Normally this would be good news for the U.S. and its western allies, but in the short-term at least al Nusra’s survival provides an important counter-balance to ISIS. Landis says it could bounce back quickly “if ISIS is whacked” by the U.S. – but that’s unlikely to be the desired consequence.

Over the past few days, ISIS has again shown its resilience and reach. It has mounted complex suicide attacks in Baghdad, continued to keep up the pressure on beleaguered rebel groups in Aleppo and embarked on a lightning offensive against Kurdish areas in Syria — driving as many as 130,000 people across the border into Turkey. The Kurds had been more successful than most groups in resisting ISIS in Syria.

In recent weeks, the Kurdish Front – Jabhat al Akrad – had begun co-operating with other rebel groups in the face of the common threat from ISIS, forming a joint operations room and claiming responsibility for attacks on ISIS, according to Joseph Sax at the Institute for the Study of War. That may have prompted the ISIS onslaught; now those Kurds left in northern Syria are fighting for their survival.

And they will get no help from the U.S. or Turkey, says Landis, because of their close relationship with Turkish brethren in the PKK – which is regarded as a terrorist group in Washington and Ankara.

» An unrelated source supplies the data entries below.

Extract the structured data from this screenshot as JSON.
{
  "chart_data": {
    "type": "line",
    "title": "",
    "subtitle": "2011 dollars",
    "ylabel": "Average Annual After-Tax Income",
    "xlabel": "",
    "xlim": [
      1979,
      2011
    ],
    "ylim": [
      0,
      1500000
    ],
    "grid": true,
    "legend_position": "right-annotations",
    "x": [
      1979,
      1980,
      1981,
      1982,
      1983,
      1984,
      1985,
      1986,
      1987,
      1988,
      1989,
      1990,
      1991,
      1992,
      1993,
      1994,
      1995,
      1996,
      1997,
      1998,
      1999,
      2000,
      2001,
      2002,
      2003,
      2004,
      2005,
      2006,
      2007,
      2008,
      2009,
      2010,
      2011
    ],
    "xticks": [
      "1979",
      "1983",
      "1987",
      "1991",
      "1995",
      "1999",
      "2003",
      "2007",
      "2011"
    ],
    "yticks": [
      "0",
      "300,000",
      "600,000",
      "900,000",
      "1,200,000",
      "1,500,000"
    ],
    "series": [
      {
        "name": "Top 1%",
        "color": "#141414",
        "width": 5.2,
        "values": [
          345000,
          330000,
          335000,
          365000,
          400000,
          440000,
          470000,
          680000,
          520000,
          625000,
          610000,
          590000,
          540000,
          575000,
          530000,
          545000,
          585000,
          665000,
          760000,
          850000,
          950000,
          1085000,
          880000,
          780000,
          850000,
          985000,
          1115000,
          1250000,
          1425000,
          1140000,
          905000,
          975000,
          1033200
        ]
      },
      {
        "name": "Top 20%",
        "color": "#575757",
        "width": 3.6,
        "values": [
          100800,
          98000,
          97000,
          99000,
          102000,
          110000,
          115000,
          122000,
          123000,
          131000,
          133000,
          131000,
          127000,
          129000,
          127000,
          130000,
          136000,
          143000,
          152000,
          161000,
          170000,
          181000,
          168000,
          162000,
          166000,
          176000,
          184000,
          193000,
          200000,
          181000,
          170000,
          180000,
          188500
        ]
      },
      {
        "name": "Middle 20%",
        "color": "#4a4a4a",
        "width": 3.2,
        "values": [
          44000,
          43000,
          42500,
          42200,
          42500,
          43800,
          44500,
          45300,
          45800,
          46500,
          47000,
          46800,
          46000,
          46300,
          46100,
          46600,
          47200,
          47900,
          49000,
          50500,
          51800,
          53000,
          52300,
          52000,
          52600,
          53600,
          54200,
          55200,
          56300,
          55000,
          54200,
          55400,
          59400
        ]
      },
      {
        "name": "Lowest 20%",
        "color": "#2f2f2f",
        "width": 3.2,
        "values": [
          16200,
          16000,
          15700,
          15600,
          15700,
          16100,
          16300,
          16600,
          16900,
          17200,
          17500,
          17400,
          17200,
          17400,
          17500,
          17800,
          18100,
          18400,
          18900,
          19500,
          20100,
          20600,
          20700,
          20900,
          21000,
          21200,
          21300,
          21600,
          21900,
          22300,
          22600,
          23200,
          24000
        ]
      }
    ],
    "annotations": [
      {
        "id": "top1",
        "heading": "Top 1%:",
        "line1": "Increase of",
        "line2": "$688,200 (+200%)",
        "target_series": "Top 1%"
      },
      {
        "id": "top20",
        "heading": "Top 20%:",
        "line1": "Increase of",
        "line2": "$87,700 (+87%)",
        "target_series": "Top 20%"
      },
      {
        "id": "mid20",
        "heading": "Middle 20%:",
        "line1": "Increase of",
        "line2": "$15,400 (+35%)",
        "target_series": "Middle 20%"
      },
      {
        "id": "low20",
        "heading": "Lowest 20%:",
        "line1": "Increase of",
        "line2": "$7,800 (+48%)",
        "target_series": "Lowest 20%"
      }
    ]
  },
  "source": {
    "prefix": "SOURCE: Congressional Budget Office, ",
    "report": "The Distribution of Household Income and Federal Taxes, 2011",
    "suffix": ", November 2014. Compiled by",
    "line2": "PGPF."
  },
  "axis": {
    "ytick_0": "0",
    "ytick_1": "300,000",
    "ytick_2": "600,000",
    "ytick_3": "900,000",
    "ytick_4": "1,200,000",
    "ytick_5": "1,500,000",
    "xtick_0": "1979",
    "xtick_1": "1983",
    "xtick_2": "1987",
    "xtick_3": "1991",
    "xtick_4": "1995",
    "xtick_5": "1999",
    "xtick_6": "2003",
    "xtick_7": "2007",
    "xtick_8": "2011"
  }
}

Surveying this grim landscape, one could be excused for wondering how vetting and training rebel fighters – 5,000 to start with – can turn the tide. Landis says 5,000 – properly armed, disciplined and provided with intelligence could dent either ISIS or the Assad regime. “Assad is very weak, after four years of war,” he says, “but at the moment the others are all weaker.”

The rosiest scenario, says Landis, sees moderate Sunni groups eventually carving out a state in northern Syria, expelling ISIS in the process, while the regime holds onto Damascus and a swathe of the coast around Latakia. But Syria has a habit of confounding all but the grimmest of scenarios, and Landis acknowledges that “perpetual anarchy” seems more likely.

There is another pitfall in fuelling the conflict with more weapons: escalating fighting could drive even more Syrians across the border, further destabilizing Jordan, Lebanon and Turkey. The U.S. has consistently sought to contain the Syrian conflict; ISIS would like nothing better than to export it.